I have recently started a new side project for an open-source messaging system with end-to-end encryption.
My key idea with this project is that everything should be as transparent as possible, with the server only being an intermediary - a repository for encrypted messages that can be accessed by anyone but can only be decrypted by their intended recipients, who will keep their private keys safe locally.
My choice for encryption is PGP as my knowledge is that there are no known attacks that can crack it; that it is protected against attacks where both the plaintext and its encrypted version are known and that using initialization vectors you can make sure two instances of the same content don't produce the same encrypted output.

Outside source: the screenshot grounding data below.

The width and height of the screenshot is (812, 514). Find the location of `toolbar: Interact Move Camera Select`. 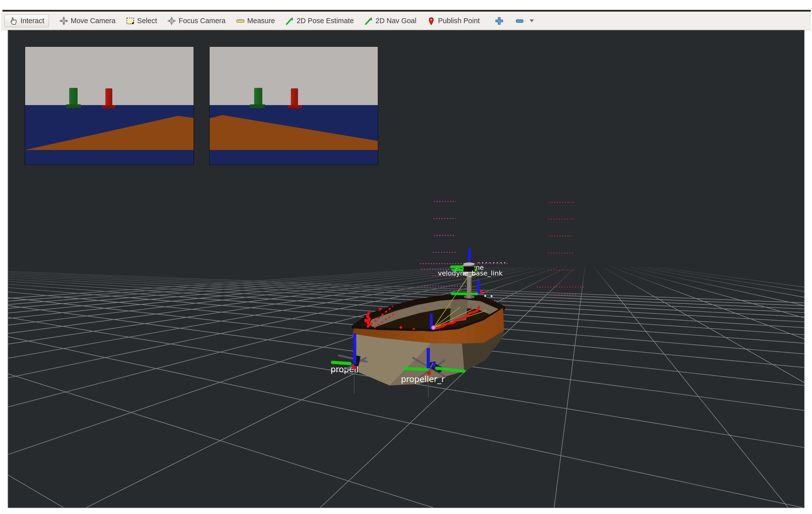

toolbar: Interact Move Camera Select is located at coordinates (406, 21).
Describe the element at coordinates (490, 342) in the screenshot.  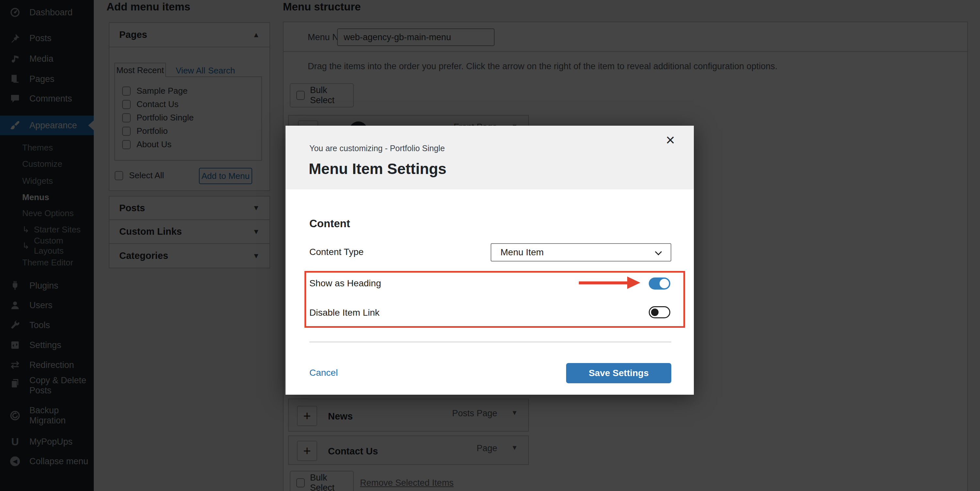
I see `modal-divider` at that location.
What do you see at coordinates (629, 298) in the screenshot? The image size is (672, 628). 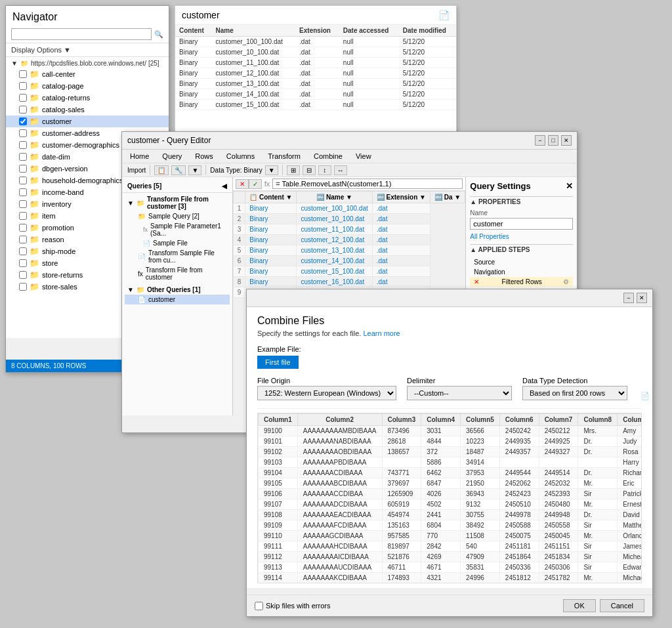 I see `dialog-minimize-btn: −` at bounding box center [629, 298].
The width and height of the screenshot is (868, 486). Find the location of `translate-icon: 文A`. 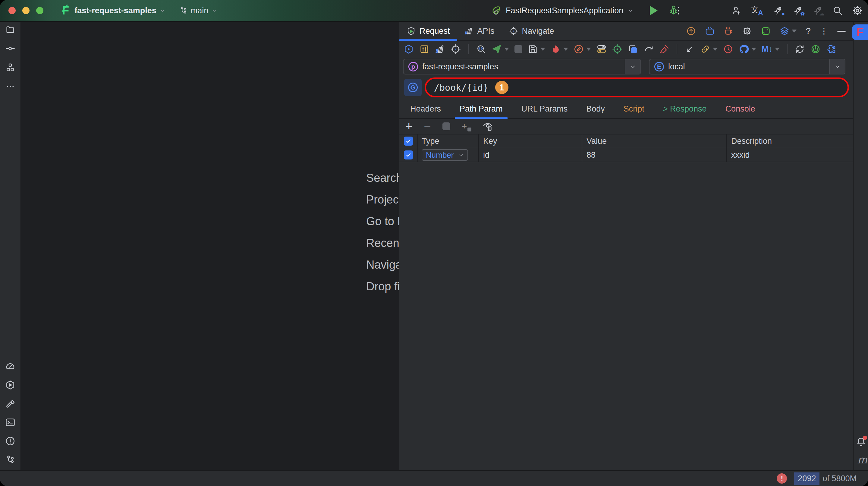

translate-icon: 文A is located at coordinates (757, 10).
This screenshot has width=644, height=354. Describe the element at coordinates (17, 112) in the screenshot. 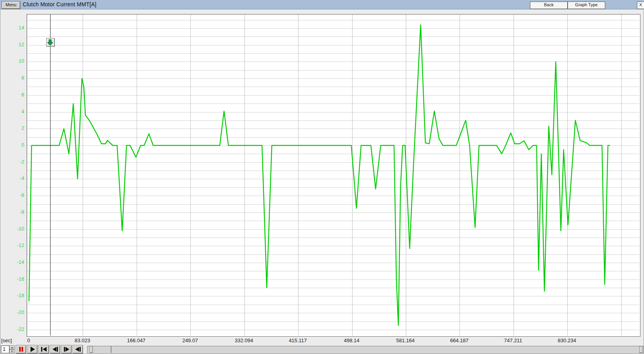

I see `y-tick-label: 4` at that location.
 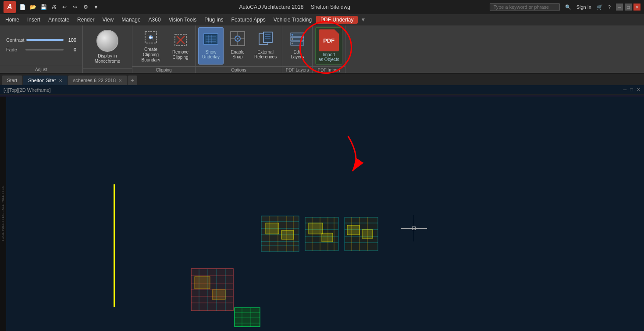 What do you see at coordinates (212, 291) in the screenshot?
I see `floor-plan-block-lower` at bounding box center [212, 291].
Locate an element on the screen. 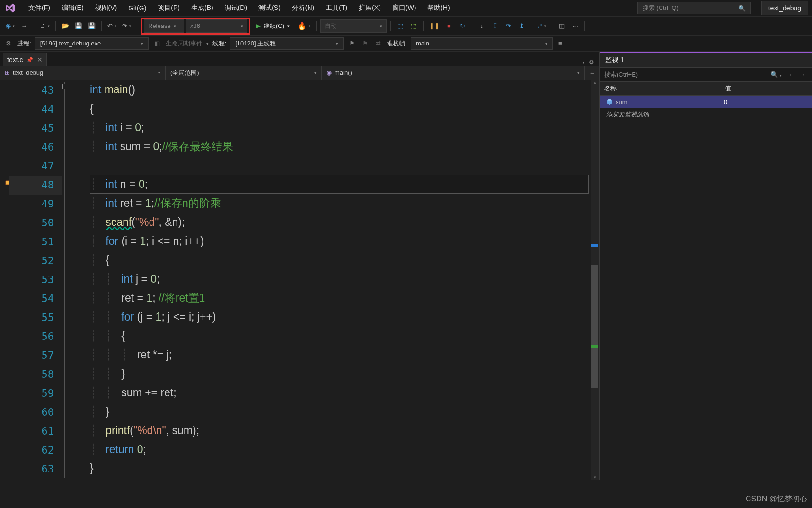 The width and height of the screenshot is (812, 508). menu-item: 视图(V) is located at coordinates (106, 8).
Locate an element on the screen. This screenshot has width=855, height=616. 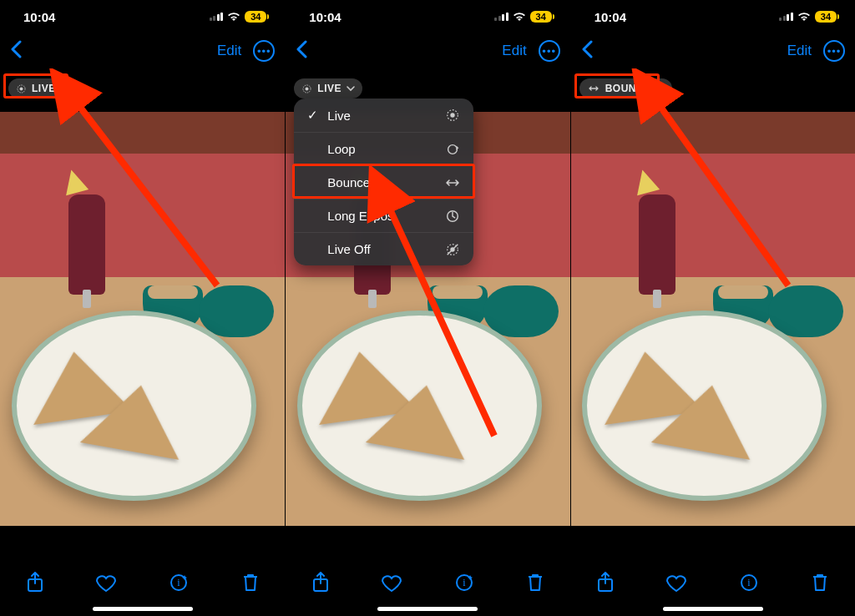
menu-item-bounce: Bounce is located at coordinates (384, 182).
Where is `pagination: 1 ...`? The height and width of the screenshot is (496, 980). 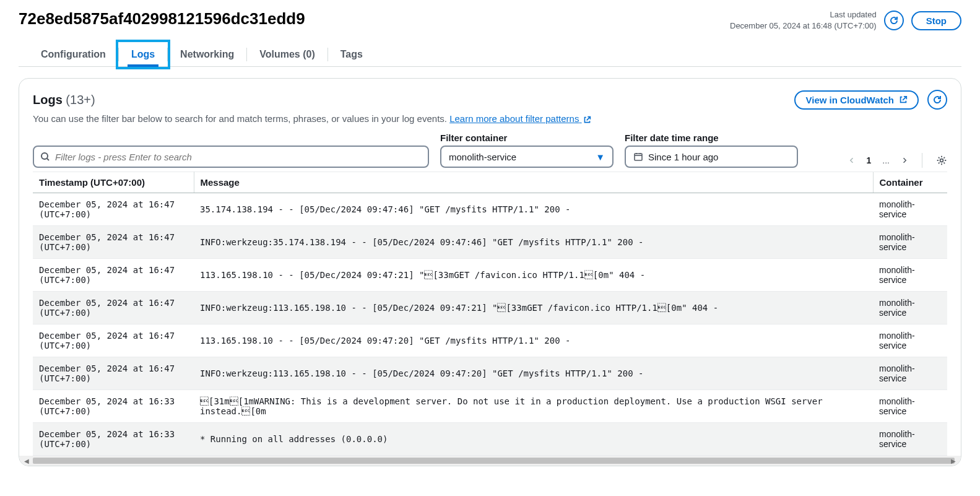
pagination: 1 ... is located at coordinates (898, 160).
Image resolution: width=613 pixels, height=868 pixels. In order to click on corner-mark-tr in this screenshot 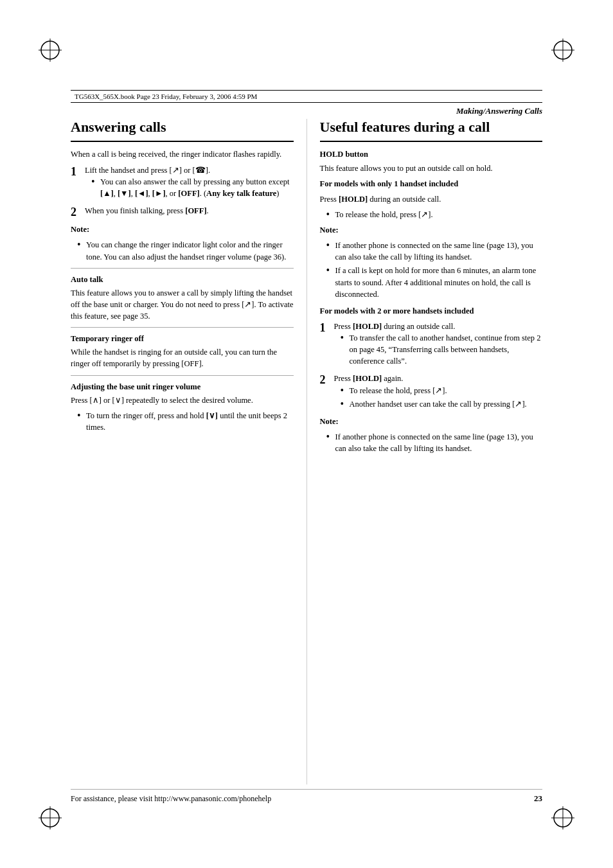, I will do `click(563, 50)`.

However, allowing everyone to access all encrypted messages seems risky because:
- There are no known attacks for the time being but that can change in the future
- Brute-forcing would take ages with current hardware but hardware is only going to improve
- Quantum computers will probably become a thing in the future
I really don't want the server to handle authentication and sessions as I want to treat it as something the user can't really trust (with recent history showing it's often just a matter of time and interest whether a server will get compromised). I also want to provide users with more anonymity and privacy - if the server can't know who a user really is (because it won't know if they could decrypt the messages they accessed), an attacker who has gained control over it and is monitoring its connections can't either, at least not for sure.
My question is, is it reasonable to allow everyone to access all messages? Are the points I mentioned about possible attacks in time reasonable? Is this improved "privacy and anonymity" really not a good trade-off for the possibility messages would eventually be cracked?